Exploratory Factor Analysis (EFA) Results Interpretation

Exploratory Factor Analysis (EFA) Results Interpretation 

Appropriateness of data (adequacy)

KMO Statistics

  • Marvelous: .90s
  • Meritorious: .80s
  • Middling: .70s
  • Mediocre: .60s
  • Miserable: .50s
  • Unacceptable: <.50

Bartlett’s Test of Sphericity

Tests hypothesis that correlation matrix is an identity matrix.

  • Diagonals are ones
  • Off-diagonals are zeros

A significant result (Sig. < 0.05) indicates matrix is not an identity matrix; i.e., the variables do relate to one another enough to run a meaningful EFA.

Communalities

A communality is the extent to which an item correlates with all other items. Higher communalities are better. If communalities for a particular variable are low (between 0.0-0.4), then that variable may struggle to load significantly on any factor. In the table below, you should identify low values in the “Extraction” column. Low values indicate candidates for removal after you examine the pattern matrix.

Factor Structure

Factor structure refers to the intercorrelations among the variables being tested in the EFA. Using the pattern matrix below as an illustration, we can see that variables group into factors – more precisely, they “load” onto factors. The example below illustrates a very clean factor structure in which convergent and discriminant validity are evident by the high loadings within factors, and no major cross-loadings between factors (i.e., a primary loading should be at least 0.200 larger than secondary loading).

Convergent validity

Convergent validity means that the variables within a single factor are highly correlated. This is evident by the factor loadings. Sufficient/significant loadings depend on the sample size of your dataset. The table below outlines the thresholds for sufficient/significant factor loadings. Generally, the smaller the sample size, the higher the required loading. We can see that in the pattern matrix above, we would need a sample size of 60-70 at a minimum to achieve significant loadings for variables loyalty1 and loyalty7. Regardless of sample size, it is best to have loadings greater than 0.500 and averaging out to greater than 0.700 for each factor. The table below is Table 3-2 from page 117 of Hair et al (2010).

Discriminant validity

Discriminant validity refers to the extent to which factors are distinct and uncorrelated. The rule is that variables should relate more strongly to their own factor than to another factor. Two primary methods exist for determining discriminant validity during an EFA. The first method is to examine the pattern matrix. Variables should load significantly only on one factor. If “cross-loadings” do exist (variable loads on multiple factors), then the cross-loadings should differ by more than 0.2. The second method is to examine the factor correlation matrix, as shown below. Correlations between factors should not exceed 0.7. A correlation greater than 0.7 indicates a majority of shared variance (0.7 * 0.7 = 49% shared variance). As we can see from the factor correlation matrix below, factor 2 is too highly correlated with factors 1, 3, and 4.

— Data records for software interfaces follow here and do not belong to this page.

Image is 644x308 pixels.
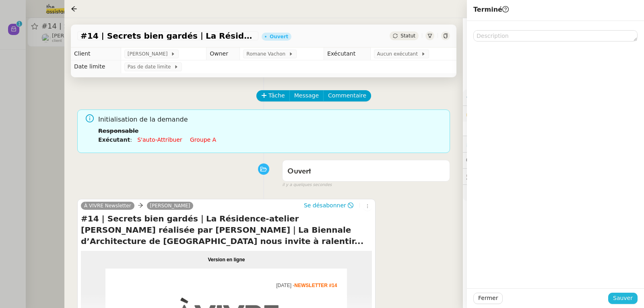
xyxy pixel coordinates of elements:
a: À VIVRE Newsletter [81,202,134,209]
div: Ouvert [270,34,288,39]
span: #14 | Secrets bien gardés｜La Résidence-atelier [PERSON_NAME] réalisée par [PERSON_NAME]｜La Bienna... [80,32,255,40]
span: Initialisation de la demande [98,114,444,125]
button: Se désabonner [301,201,357,210]
div: [DATE] - [116,281,337,290]
span: Statut [401,33,416,38]
div: 🕵️Autres demandes en cours [463,169,644,184]
h4: #14 | Secrets bien gardés｜La Résidence-atelier [PERSON_NAME] réalisée par [PERSON_NAME]｜La Bienna... [81,213,372,247]
b: NEWSLETTER #14 [294,283,337,288]
span: il y a quelques secondes [282,182,332,189]
div: 🔐Données client [463,106,644,122]
a: S'auto-attribuer [138,137,182,143]
td: Exécutant [324,48,371,60]
div: ⏲️Tâches 0:00 [463,136,644,152]
span: Se désabonner [304,202,346,209]
span: Sauver [613,294,633,303]
button: Fermer [473,293,503,304]
span: : [130,137,132,143]
b: Exécutant [98,137,130,143]
button: Sauver [608,293,638,304]
a: Version en ligne [208,257,245,263]
span: Message [294,91,319,100]
span: 🕵️ [466,173,552,180]
b: Responsable [98,128,139,134]
td: Owner [207,48,240,60]
button: Commentaire [323,90,371,101]
td: Client [71,48,121,60]
button: Tâche [256,90,290,101]
span: ⚙️ [466,92,508,102]
span: Commentaire [328,91,366,100]
a: Groupe a [190,137,216,143]
span: Romane Vachon [246,50,288,58]
span: 🔐 [466,109,518,118]
div: 🧴Autres [463,185,644,200]
a: [PERSON_NAME] [147,202,194,209]
span: Tâche [268,91,285,100]
button: Message [290,90,324,101]
span: [PERSON_NAME] [128,50,171,58]
td: Date limite [71,60,121,73]
span: Aucun exécutant [377,50,421,58]
span: Ouvert [287,168,311,175]
span: ⏲️ [466,141,522,147]
span: Terminé [473,6,509,14]
span: Fermer [478,294,498,303]
span: 💬 [466,157,518,164]
span: Pas de date limite [128,63,174,71]
span: 🧴 [466,190,491,196]
div: ⚙️Procédures [463,89,644,105]
div: 💬Commentaires [463,153,644,168]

What if you have discriminant validity problems – for example, the items from two theoretically different factors end up loading on the same extracted factor (instead of on separate factors). I have found the best way to resolve this type of issue is to do a separate EFA with just the items from the offending factors. Work out this smaller EFA (by removing items one at a time that have the worst cross-loadings), then reinsert the remaining items into the full EFA. This will usually resolve the issue. If it doesn’t, then consider whether these two factors are actually just two dimensions or manifestations of some higher order factor. If this is the case, then you might consider doing the EFA for this higher order factor separate from all the items belonging to first order factors. Then during the CFA, make sure to model the higher order factor properly by making a 2nd order latent variable.

Face validity

Face validity is very simple. Do the factors make sense? For example, are variables that are similar in nature loading together on the same factor? If there are exceptions, are they explainable? Factors that demonstrate sufficient face validity should be easy to label. For example, in the pattern matrix above, we could easily label factor 1 “Trust in the Agent” (assuming the variable names are representative of the measure used to collect data for this variable). If all the “Trust” variables in the pattern matrix above loaded onto a single factor, we may have to abstract a bit and call this factor “Trust” rather than “Trust in Agent” and “Trust in Company”.

Reliability

Reliability refers to the consistency of the item-level errors within a single factor. Reliability means just what it sounds like: a “reliable” set of variables will consistently load on the same factor. The way to test reliability in an EFA is to compute Cronbach’s alpha for each factor. Cronbach’s alpha should be above 0.7; although, ceteris paribus, the value will generally increase for factors with more variables, and decrease for factors with fewer variables. Each factor should aim to have at least 3 variables, although 2 variables is sometimes permissible.